Enrico Vertudez, Kaksaan president; Alex Bendaña, chieftain; and the security guards of the Dumagats corroborated this, as they showed the map of their ancestral domain and the areas intruded and fenced off by Masungi, which includes their Sacred Grounds.
Doroteo said that the Dumagats and Ticman have long been partners and harmoniously working together to conserve and protect the environment of their homeland through livelihood projects since the 1990’s, and now, through the leadership and assistance of the latter’s daughter, Loise Ticman.
He said they formally approached Ticman last 2019 for more help in developing their land sustainably, which resulted in the project called Sustainable Integrated Development Plan (SIDP). He added: “Gen. Ticman is a very kind and honorable man. We hope that there will be more like him in our society who treats us like his family.”
“Through the media, we are seeking the help of President Duterte and the National Commission on Indigenous People (NCIP) and DENR to uphold the rule of law and not to believe the lies peddled by Masungi. We, as the legal and real stakeholders, are culturally and legally-bound to preserve and conserve our ancestral domain,” stressed Reynaldo Doroteo, chairman of the Kaksaan.
Loise Ticman, Rublou’s CSR director and project director of the SIDP, explained that she has since replaced her father in the projects for the Dumagats. The SIDP focuses on sustainable livelihood projects, reforestation, and protection and conservation of the environment & the watershed. Then a police major in Rizal in the 1990’s, her father, she said, was sought for help by the Dumagats. Through the years, they became friends and allies against land grabbers, intruders and illegal activities in the area, she narrated.
Lawyer Juancho Botor, the counsel for the Dumagats, stated that charges in court will be filed against the Masungi for forcefully and illegally intruding the Dumagats’ ancestral domain. He explained that a mere Memorandum of Agreement between Dumaliang and the DENR in 2017 cannot supersede RA 8371 or the IPRA Law of 1997 that protects the rights of the indigenous people.

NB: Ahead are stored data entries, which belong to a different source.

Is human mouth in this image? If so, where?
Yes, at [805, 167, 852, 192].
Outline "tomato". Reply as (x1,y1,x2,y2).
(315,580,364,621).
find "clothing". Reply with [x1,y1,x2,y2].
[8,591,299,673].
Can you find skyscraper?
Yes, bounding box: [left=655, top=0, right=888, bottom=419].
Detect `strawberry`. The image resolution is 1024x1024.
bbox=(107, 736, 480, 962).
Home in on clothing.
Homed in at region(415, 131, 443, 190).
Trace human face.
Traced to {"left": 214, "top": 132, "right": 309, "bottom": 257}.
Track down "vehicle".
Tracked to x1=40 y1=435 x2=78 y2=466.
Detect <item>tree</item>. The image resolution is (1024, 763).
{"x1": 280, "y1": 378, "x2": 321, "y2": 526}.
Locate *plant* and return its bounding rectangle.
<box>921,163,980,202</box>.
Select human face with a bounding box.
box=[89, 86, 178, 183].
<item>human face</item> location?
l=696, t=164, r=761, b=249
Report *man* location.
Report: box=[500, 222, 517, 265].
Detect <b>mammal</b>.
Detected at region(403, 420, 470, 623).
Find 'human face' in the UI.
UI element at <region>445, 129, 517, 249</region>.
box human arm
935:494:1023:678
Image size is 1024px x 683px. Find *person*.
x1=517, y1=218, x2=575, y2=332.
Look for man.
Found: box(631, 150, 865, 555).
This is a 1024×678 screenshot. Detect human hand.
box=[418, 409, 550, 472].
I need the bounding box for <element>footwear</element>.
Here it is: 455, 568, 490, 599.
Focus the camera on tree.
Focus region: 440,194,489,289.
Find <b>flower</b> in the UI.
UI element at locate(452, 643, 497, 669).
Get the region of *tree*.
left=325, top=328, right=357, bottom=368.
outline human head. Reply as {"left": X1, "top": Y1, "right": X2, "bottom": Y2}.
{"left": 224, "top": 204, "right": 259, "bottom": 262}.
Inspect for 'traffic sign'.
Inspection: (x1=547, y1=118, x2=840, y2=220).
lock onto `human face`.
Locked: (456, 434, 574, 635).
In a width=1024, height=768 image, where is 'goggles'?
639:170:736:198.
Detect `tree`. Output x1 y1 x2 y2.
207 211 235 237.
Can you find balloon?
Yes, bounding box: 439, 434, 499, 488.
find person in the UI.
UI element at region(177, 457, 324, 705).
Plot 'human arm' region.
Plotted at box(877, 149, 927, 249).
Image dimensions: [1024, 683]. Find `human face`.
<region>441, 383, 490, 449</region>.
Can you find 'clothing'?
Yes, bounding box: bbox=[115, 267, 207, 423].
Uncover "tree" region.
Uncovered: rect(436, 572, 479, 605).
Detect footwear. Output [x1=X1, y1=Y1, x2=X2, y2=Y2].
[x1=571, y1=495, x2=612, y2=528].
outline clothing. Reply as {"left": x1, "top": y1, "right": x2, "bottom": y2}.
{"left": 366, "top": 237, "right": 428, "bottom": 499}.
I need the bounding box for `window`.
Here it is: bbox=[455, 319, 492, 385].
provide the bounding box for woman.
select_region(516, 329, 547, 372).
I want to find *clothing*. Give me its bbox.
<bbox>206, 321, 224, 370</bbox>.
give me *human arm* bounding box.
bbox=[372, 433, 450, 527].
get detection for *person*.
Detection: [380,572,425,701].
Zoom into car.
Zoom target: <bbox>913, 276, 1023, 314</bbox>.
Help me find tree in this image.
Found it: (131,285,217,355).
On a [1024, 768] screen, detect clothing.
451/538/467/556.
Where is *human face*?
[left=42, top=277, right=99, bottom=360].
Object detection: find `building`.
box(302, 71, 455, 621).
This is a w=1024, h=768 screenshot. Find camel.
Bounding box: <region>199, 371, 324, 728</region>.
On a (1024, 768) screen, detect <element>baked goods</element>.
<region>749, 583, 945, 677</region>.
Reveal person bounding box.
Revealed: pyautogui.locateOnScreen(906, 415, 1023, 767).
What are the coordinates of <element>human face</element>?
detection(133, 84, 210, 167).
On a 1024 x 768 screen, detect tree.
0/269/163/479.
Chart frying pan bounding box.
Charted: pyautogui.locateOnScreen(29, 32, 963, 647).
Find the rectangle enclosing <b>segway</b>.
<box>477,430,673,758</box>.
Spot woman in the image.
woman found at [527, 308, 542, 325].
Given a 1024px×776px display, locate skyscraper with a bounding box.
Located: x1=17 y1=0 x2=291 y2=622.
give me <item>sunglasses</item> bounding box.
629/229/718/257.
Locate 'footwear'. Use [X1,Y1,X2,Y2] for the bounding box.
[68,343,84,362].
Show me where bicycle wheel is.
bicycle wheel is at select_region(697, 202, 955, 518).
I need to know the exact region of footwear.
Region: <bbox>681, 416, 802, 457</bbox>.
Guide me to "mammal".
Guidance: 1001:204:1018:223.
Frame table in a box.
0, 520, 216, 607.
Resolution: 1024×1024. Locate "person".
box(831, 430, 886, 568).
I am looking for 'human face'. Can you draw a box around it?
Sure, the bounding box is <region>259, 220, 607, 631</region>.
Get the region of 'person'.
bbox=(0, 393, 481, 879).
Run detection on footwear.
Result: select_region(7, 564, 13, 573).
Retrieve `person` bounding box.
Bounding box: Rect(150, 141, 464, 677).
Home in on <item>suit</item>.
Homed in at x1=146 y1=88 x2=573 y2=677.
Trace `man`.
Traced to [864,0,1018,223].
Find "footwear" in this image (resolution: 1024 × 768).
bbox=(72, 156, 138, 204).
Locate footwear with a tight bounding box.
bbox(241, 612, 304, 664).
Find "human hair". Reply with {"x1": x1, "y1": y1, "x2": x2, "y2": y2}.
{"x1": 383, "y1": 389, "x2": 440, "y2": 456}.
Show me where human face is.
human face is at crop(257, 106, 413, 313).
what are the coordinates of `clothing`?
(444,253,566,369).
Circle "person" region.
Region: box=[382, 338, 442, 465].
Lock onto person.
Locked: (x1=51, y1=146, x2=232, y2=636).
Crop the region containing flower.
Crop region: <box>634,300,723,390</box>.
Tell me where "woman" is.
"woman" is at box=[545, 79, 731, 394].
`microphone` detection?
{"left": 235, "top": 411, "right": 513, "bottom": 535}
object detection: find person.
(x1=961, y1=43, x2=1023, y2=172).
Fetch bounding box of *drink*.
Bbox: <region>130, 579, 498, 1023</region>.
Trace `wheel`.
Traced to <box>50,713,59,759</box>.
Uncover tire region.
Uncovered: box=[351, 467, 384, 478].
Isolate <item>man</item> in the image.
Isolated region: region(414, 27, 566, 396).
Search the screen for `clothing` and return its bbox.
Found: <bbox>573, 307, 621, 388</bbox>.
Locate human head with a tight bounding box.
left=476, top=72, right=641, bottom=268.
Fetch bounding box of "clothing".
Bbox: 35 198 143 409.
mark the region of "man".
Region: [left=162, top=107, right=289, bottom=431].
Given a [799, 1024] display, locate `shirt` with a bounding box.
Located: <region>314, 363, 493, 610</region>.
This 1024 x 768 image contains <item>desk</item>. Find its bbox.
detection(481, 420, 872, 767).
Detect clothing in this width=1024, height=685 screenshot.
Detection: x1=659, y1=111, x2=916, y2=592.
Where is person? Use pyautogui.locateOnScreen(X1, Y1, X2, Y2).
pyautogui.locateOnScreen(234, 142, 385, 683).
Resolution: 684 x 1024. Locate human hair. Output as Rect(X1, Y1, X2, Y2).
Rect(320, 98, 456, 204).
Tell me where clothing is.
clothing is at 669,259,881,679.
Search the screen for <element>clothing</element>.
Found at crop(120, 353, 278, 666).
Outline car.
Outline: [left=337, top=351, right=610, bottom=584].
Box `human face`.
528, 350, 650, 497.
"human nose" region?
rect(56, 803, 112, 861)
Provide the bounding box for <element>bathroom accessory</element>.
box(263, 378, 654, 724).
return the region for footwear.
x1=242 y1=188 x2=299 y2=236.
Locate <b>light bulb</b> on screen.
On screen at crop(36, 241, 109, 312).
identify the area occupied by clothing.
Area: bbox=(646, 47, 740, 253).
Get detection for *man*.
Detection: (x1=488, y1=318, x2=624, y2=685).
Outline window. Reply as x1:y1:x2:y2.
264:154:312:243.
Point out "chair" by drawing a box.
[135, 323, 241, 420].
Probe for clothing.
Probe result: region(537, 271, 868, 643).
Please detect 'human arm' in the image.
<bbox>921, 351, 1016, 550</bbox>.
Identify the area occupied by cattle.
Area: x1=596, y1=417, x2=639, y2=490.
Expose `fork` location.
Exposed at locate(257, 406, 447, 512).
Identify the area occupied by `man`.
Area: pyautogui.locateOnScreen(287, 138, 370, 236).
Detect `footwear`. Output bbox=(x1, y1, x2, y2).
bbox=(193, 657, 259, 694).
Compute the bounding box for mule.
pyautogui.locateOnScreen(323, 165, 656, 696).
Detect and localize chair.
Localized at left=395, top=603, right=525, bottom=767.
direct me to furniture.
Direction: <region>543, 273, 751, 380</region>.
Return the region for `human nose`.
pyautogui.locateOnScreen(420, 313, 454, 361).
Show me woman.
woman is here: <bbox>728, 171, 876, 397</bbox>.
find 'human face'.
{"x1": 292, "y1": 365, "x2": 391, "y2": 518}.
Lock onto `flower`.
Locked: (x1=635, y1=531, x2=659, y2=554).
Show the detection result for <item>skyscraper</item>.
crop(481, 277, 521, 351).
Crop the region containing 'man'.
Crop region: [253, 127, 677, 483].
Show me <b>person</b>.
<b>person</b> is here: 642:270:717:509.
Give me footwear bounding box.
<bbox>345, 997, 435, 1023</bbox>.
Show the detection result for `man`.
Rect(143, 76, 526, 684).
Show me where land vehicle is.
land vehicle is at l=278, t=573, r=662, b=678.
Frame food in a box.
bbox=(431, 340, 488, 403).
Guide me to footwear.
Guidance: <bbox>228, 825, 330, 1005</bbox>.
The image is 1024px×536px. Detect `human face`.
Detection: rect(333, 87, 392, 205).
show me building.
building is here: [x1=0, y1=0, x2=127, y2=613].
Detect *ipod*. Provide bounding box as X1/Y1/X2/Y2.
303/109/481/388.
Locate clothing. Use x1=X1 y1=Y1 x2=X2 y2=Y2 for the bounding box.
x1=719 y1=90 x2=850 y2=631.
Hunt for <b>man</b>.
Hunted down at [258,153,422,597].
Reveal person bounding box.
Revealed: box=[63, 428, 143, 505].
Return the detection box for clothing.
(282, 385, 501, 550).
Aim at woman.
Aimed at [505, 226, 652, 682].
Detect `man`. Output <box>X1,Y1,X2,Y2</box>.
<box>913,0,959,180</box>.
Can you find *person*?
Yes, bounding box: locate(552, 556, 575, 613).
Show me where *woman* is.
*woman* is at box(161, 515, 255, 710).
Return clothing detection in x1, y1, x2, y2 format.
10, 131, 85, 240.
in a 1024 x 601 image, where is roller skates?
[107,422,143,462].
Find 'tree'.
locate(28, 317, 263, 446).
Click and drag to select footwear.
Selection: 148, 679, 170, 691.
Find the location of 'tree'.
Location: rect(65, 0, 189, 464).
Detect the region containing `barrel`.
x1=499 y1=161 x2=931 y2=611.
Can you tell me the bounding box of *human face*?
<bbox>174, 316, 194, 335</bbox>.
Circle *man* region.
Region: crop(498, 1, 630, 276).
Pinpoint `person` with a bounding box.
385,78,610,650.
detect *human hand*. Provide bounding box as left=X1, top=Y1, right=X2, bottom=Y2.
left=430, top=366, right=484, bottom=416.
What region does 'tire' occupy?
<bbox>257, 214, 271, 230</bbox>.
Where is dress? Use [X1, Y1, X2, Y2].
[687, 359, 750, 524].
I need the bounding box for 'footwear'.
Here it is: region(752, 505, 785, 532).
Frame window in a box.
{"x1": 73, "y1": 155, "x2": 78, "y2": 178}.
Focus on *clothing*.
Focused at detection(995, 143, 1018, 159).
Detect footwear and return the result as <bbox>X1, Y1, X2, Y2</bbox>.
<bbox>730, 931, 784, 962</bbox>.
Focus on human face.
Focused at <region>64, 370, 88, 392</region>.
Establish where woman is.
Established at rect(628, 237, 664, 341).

The Dumagats have been issued their Certificate of Ancestral Domain Title (CADT) which defines the borders of their ancestral domain. Under the same law and RA 11038, or the National Integrated Protected Areas System (NIPAS), the Dumagats are given the authority to protect, preserve, and conserve the forest and the watershed within their ancestral domain, he said.
“Definitely, their ancestral domain is not and cannot be part of the Masungi, notwithstanding that the two distinct lands are bounded by a wide highway,” Botor pointed out.
Published records showed that in 2016 the municipal government of Tanay ordered the suspension of the operations of the Masungi for alleged various violations and over charging of more than 100% entrance fee to tourists and guests. It is unknown what happened to the order, while Masungi attacked the Tanay government, particularly its mayor, through libelous postings that they are alleged protectors of landgrabbers.
On the same year, Masungi, led by Dumaliang, figured in a 30-minute gunfight with the elements of the Philippine Army’s 80th Infantry Battalion when apprehended for carrying firearms during an election gun ban. Dumaliang and his men were charged by the Army with frustrated murder before the Rizal Prosecutors’ Office.